A cap on Georgia’s film and television production tax credit looks much different now in the latest version of a bill that’s passed from the House to the Senate.
The annual limit on tax credit transfers, the prospect of which gave the entertainment industry some agita, was actually lowered to 2.3% of the state budget (about $830 million at current levels) in the latest Senate version, from 2.5% ($900 million) in the House. However, the Senate Finance Committee inserted some major exemptions that make the cap almost meaningless.
Mainly, productions shot at the biggest Georgia studios would not count towards the cap. Big, according to the bill, means either $100 million in investment through 2023 to 2027, or a footprint of at least 1.5 million square feet of stage space. So, no worries for productions at Trilith and handful of other large studio complexes home to to Marvel and big franchises. Smaller sound stage owners are not exempt unless they are in rural areas outside the Atlanta metro area. But there’s a lot more room. With the revised bill exempting hundreds of millions worth of eligible tax credits from the cap, there almost isn’t one, as some lawmakers noted at a committee hearing this evening.

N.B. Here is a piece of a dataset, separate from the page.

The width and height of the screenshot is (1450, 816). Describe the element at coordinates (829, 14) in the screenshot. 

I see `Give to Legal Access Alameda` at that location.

The bill can be changed by the Rules Committee — if it gets on the Monday schedule. If it doesn’t, it dies since the legislature is almost at the end of its session. If it does pass through Rules to the Senate floor, it needs to return to the House and so on, and all the back and forth would need to be done by next Thursday. So this bill is much better for film and TV production than the original, but there may be no bill at all, which would be even better yet for the industry.

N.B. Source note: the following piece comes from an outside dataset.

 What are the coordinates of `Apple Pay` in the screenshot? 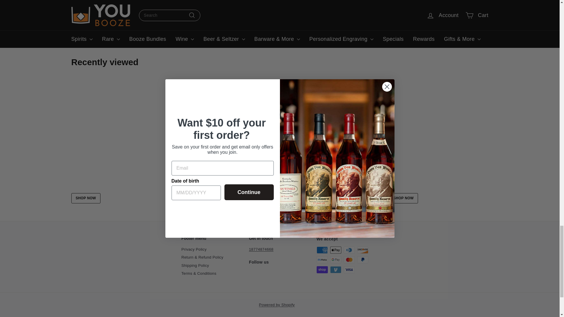 It's located at (335, 250).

Committee chair Chuck Hufstetler had not seen the bill until the hearing and “seemed very visibly unhappy about that,” said one person who was there, which may not be a good sign.

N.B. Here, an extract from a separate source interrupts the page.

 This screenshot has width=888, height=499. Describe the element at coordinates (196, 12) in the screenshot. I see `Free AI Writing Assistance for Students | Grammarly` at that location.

A generous tax credit regime has made Georgia a major film and television production hub, one of the three biggest in the world. A stricter auditing process implemented a few years ago made claiming the tax credits a bit more complicated, but they still cost the state hundreds of millions a year. This bill, House Bill 1180, was an attemp to make the annual hit more predictable.
The cap it envisions is only for tax credits that are transferred, or sold, which are the great majority of the total earned. Hollywood studios and other non-Georgia taxpayers can’t use the tax credits so they sell them for a discount in what has become a thriving market. In turn, production contributes significantly to the Georgia economy and jobs.
The bill also wasn’t a flat cap, more of a limit, since it allowed credits over the cap one year to roll into the next. However, as critics have noted, it did create some uncertainty.